Centenarian celebrates birthday at hospice

23 October 2024



Everybody loves a birthday celebration at Harbour Hospice, so when patient Ngaire Duncan recently turned 100 its kitchen staff made her a beautiful big chocolate birthday cake. Ngaire, from Birkenhead, attends hospice’s Day Group programme, a patient support group that meets fortnightly to empower and connect patients with one another.

Ngaire says she couldn’t have received a nicer surprise when the cake was brought out. “Everybody is interested in everybody else in the nicest possible way at Day Group. They’re all just so great and I’m so happy to be a part of it,” she says.

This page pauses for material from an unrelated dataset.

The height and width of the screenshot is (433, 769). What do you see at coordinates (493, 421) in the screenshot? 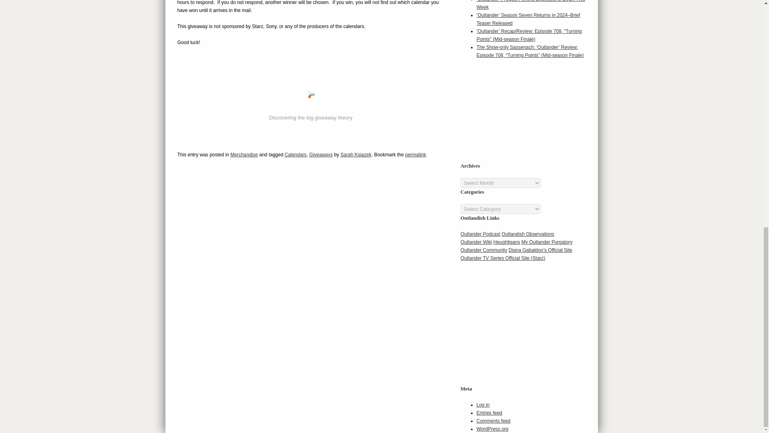
I see `Comments feed` at bounding box center [493, 421].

Ngaire was born on 23 July 1924 and claims she’s not surprised she has made it to 100. “When I was 18, I had my palm read and I was told I would live to 100 or more,” she says. The palm reader also told her she’d marry three times, at the ages of 20, 27 and 39, and those predictions came true too.

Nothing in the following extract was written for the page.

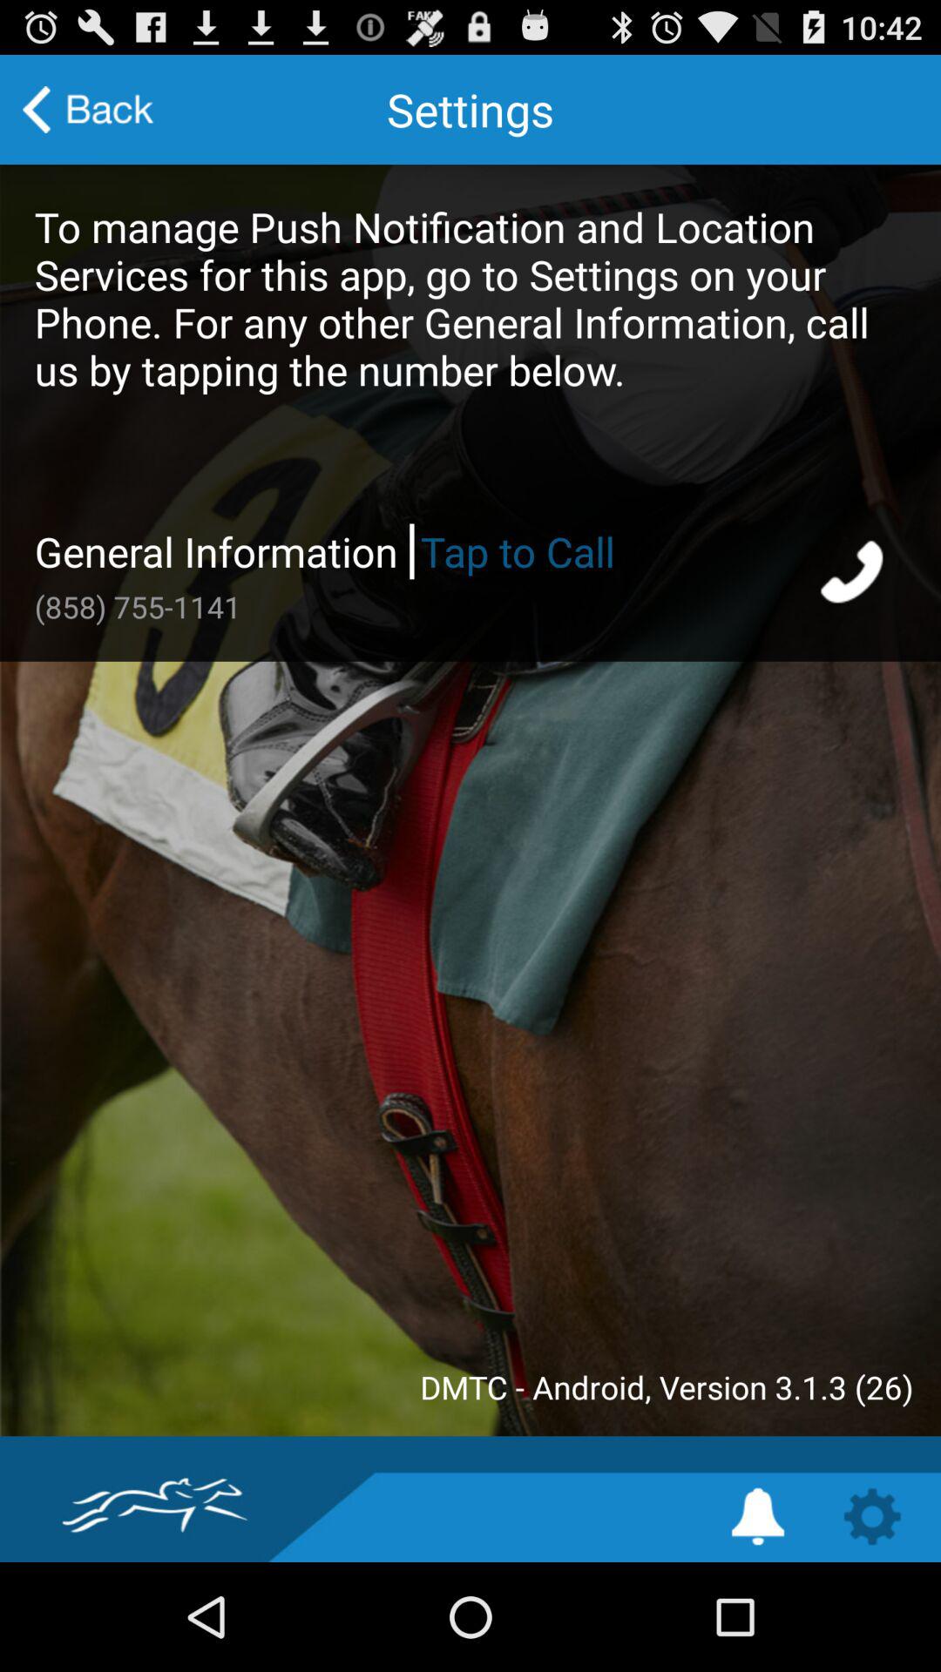 This screenshot has width=941, height=1672. I want to click on go back, so click(89, 110).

Having the ability to see the funny side of life is what has kept her going, she claims. “You’ve got to have a sense of humour and not take yourself too seriously. And if you can’t sleep because you’re running over all your worries, have a piece of chocolate. That sometimes works.”

She’s had some good luck along the way, too, like winning a lottery when she was in her forties. “From that moment on I made a promise to myself that I would always own a freehold home,” she says. Over the years she has bought and sold nine properties and made a profit on each one. She has created and run three successful businesses - a mobile hairdressing service, a lingerie shop in Milford and a motel in Peka Peka, north of Waikanae, that she built from scratch.

All her life Ngaire, who has two daughters, has been told that she looks much younger than she is. “When I was 38 I was introduced to a man who was 24 and after we went out a few times he told me he wanted to marry me. When I told him I was 38 he literally fell off his bar stool.” Even today, people are shocked when she tells them she’s 100, she says.

A self-confessed extrovert, Ngaire gets her energy from being around people and that’s why she enjoys attending Open Doors so much. She also receives regular visits from a hospice community visitor, Gladys, and the pair get on so well Ngaire invited Gladys to her 100th birthday party. “We just have so much fun and so many laughs. That’s what life is all about.”